Wednesday, February 16, 2011

In Which I Connect "Footlong" Sandwiches and Victorian Pain Killers!

An interesting bit of business news has been on the wires the past few days regardinga dispute between the Subway chain of sandwhich shops and Casey's general stores over the use of the word "footlong" to describe their sandwiches. A summary of the dispute can be found in an excerpt from the UPI story below (full story here):

An Iowa store chain is suing Subway restaurants for the international chain's claimed exclusive rights to using the word "footlong" in promoting sandwiches.

Casey's General Stores of Ankeny [Iowa]...is challenging Subway for the right to use "footlong" on its signs and menus, the Des Moines (Iowa) Register reported Monday.

The lawsuit is asking the judge to rule "footlong" is a generic term that does not violate Subway's trademark. The suit also seeks unspecified damages for the "frivolous" claims made by Subway.

In the end, the question comes down to whether footlong is an adjective - describing any such sandwich - or a noun, describing Subway's (or Casey's, for that matter), sandwich in particular.

Well, as with so many things, you can put this in the "The-More-Things-Change-The-More-They-Stay-The-Same" category...and - befitting this blog - there is an interesting connection with 19th-century medicine!

So, here's the story:

One of the most popular quack/patent medicines of the Civil War era was Perry Davis' Pain Killer. Davis (1791-1862) - a Massachusetts grain mill operator - developed the formula for his medicine in 1839 and began to make and advertise it. He later moved to Providence, Rhode Island, and was joined by his son, Edmund, in the business. By theearly 1850s, Davis' "Pain Killer" was a great success, with sales in New England, Canada, and the explanding American West. Davis died in 1862, leaving the company in the direction of his son. As with many patent medicines, the Pain Killer claimed to remedy a variety of ills and was composed of a questonable mixture of alcohol, opium, camphor, myrrh, pepper, and other ingredients.

Now to the "footlong" connection!

Here is the beginning of a typical wartime (1862) newspaper ad for Davis' painkiller (notice the clever wartime "The Great Union Saver" tagline and the appeals to army sutlers and "every volunteer"!):


But notice also the end of the ad (after several column inches of claims and testimonials):



That's right...they took their name "Pain Killer" so seriously that the end of every advertisment warned other medicine makers of legal action for appropriating the name.


But they didn't stop there!

In 1861, they also published a pamphlet: A Short Treatise on the Law of Trade Marks: Interesting to Manufacturers and Merchants Generally. I have an original in my own collection of patent medicine ephemera.

I've put some a scan of the front cover from my booklet above; you can read the full text at Google Books (here).

In short, Perry Davis made the claim that "Pain Killer" was a new word:

"The name Pain-killer he adopted as the name of the medicine, and to denote his manufacture. It is a compound name, formed from two distinct words; was entirely original with Mr. Davis, and never before used by any other party. He adopted this as his trade mark, and his medicine has ever since been known in commerce as Pain-killer. The most common error, and one into which many have fallen in regard to the name Pain-killer, is the supposition that it is a name common in the English language, to which every one has a right, and that no party can, in law or equity, appropriate it to his exclusive use, as designating his medicine. The fact is not so, but wholly otherwise. The name was not known in the English language until formed by Mr. Davis, and by him applied to a medicine. Neither Webster nor Worcester mention it, nor any other authority that we have consulted."

The bulk of the book is a short history of trade marks - and more important - a summary of case law in Davis' favor (in the state courts, at least). The book ends with a polite - and not-so-subtle - warning to competitors:

"Although we are not desirous of entering into lawsuits with any one, yet we owe a duty to ourselves and to the public, and that duty is to protect our rights to the name Pain-killer, as our trade mark...For this purpose we have all the law and equity on our side. We have the will and disposition, if necessary, and we have the money. In short, we have every requisite necessary to protect.our rights, and we hereby give Notice that we shall prosecute, to the extent of the law, any party using the name Pain-killer in any way as applied to a medicine. The law provides for the protection of our rights, and we must apply it when other and more agreeable means fail. J. N. Harris & Co., of Cincinnati, Ohio, are duly authorized to use our name in the prosecution for any infringement."

In closing:

First, some additional research demonstrates this booklet was by no means the end of the story; other manufacturers - in America and abroad - sought their own legal remedies to prevent solely Davis from using the term (noun!), arguing that it hurt their busines to not be able to describe (adjective!) their own medicines by the same term.

Second, this is also the reason why I am so fascinated by 19th-century patent medicines! The subject cuts across so many other areas: medicine, advertising, collecting, popular culture, philately, biography, invention, revenue, and the law! (and much more!)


Task to carry out>
In the material below, find all lines with the string "labels" and copy them.
+++ The data +++
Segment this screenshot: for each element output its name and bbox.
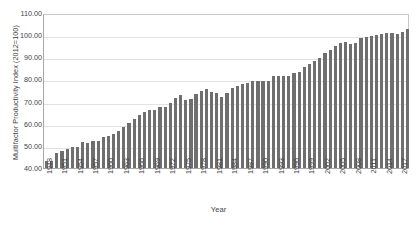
x-axis-tick-label: 1993	[278, 158, 286, 184]
x-axis-tick-label: 1951	[61, 158, 69, 184]
y-axis-tick-labels: 110.00100.0090.0080.0070.0060.0050.0040.…	[10, 0, 42, 226]
bar	[344, 42, 347, 168]
x-axis-tick-label: 2014	[386, 158, 394, 184]
bar	[349, 44, 352, 168]
bar	[267, 81, 270, 168]
bar	[272, 76, 275, 168]
x-axis-tick-label: 1969	[154, 158, 162, 184]
bar	[251, 81, 254, 168]
x-axis-tick-label: 2002	[324, 158, 332, 184]
bar	[318, 58, 321, 168]
bar	[359, 38, 362, 168]
bar	[86, 143, 89, 168]
bar	[303, 67, 306, 168]
bar	[231, 88, 234, 168]
bar	[261, 81, 264, 168]
bar	[225, 93, 228, 168]
y-axis-tick-label: 40.00	[10, 165, 42, 173]
bar	[256, 81, 259, 168]
bar	[236, 86, 239, 168]
bar	[179, 95, 182, 169]
bar	[329, 50, 332, 168]
bar	[396, 34, 399, 168]
x-axis-tick-label: 1975	[185, 158, 193, 184]
x-axis-tick-label: 1963	[123, 158, 131, 184]
y-axis-tick-label: 50.00	[10, 143, 42, 151]
bar	[241, 84, 244, 168]
y-axis-tick-label: 100.00	[10, 32, 42, 40]
x-axis-tick-label: 2011	[370, 158, 378, 184]
bar	[370, 36, 373, 168]
bar	[339, 43, 342, 168]
y-axis-tick-label: 80.00	[10, 76, 42, 84]
bar	[194, 94, 197, 168]
bar	[246, 83, 249, 168]
bar	[406, 29, 409, 168]
bar	[298, 72, 301, 168]
bar	[277, 76, 280, 168]
bar	[334, 46, 337, 168]
bar	[205, 89, 208, 168]
bar	[292, 73, 295, 168]
x-axis-tick-label: 1984	[231, 158, 239, 184]
x-axis-tick-label: 1987	[247, 158, 255, 184]
chart-container: Multifactor Productivity Index (2012=100…	[0, 0, 417, 226]
x-axis-tick-label: 1981	[216, 158, 224, 184]
x-axis-tick-label: 1957	[92, 158, 100, 184]
plot-area	[43, 14, 409, 169]
bar	[287, 76, 290, 168]
bar	[164, 107, 167, 168]
bar	[385, 33, 388, 168]
y-axis-tick-label: 110.00	[10, 10, 42, 18]
bar	[282, 76, 285, 168]
bar	[375, 35, 378, 168]
bar	[390, 33, 393, 168]
x-axis-tick-label: 1999	[308, 158, 316, 184]
x-axis-tick-label: 2005	[339, 158, 347, 184]
bar	[323, 53, 326, 168]
bar	[133, 119, 136, 168]
bar	[200, 91, 203, 169]
x-axis-title: Year	[0, 205, 417, 214]
bar	[55, 153, 58, 168]
bar-series	[44, 15, 408, 168]
x-axis-tick-label: 1972	[169, 158, 177, 184]
x-axis-tick-label: 1990	[262, 158, 270, 184]
bar	[365, 37, 368, 168]
bar	[401, 32, 404, 168]
x-axis-tick-label: 1948	[46, 158, 54, 184]
x-axis-tick-label: 1960	[107, 158, 115, 184]
x-axis-tick-label: 2017	[401, 158, 409, 184]
bar	[313, 61, 316, 168]
x-axis-tick-labels: 1948195119541957196019631966196919721975…	[43, 171, 409, 199]
bar	[210, 92, 213, 168]
x-axis-tick-label: 1954	[77, 158, 85, 184]
bar	[102, 137, 105, 168]
bar	[354, 43, 357, 168]
y-axis-tick-label: 60.00	[10, 121, 42, 129]
bar	[380, 34, 383, 168]
x-axis-tick-label: 2008	[355, 158, 363, 184]
bar	[117, 131, 120, 168]
bar	[215, 93, 218, 168]
bar	[308, 64, 311, 168]
y-axis-tick-label: 90.00	[10, 54, 42, 62]
y-axis-tick-label: 70.00	[10, 99, 42, 107]
x-axis-tick-label: 1996	[293, 158, 301, 184]
bar	[71, 147, 74, 168]
x-axis-tick-label: 1978	[200, 158, 208, 184]
bar	[148, 110, 151, 168]
x-axis-tick-label: 1966	[138, 158, 146, 184]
+++
Written reply>
y-axis-tick-labels: 110.00100.0090.0080.0070.0060.0050.0040.…	[10, 0, 42, 226]
x-axis-tick-labels: 1948195119541957196019631966196919721975…	[43, 171, 409, 199]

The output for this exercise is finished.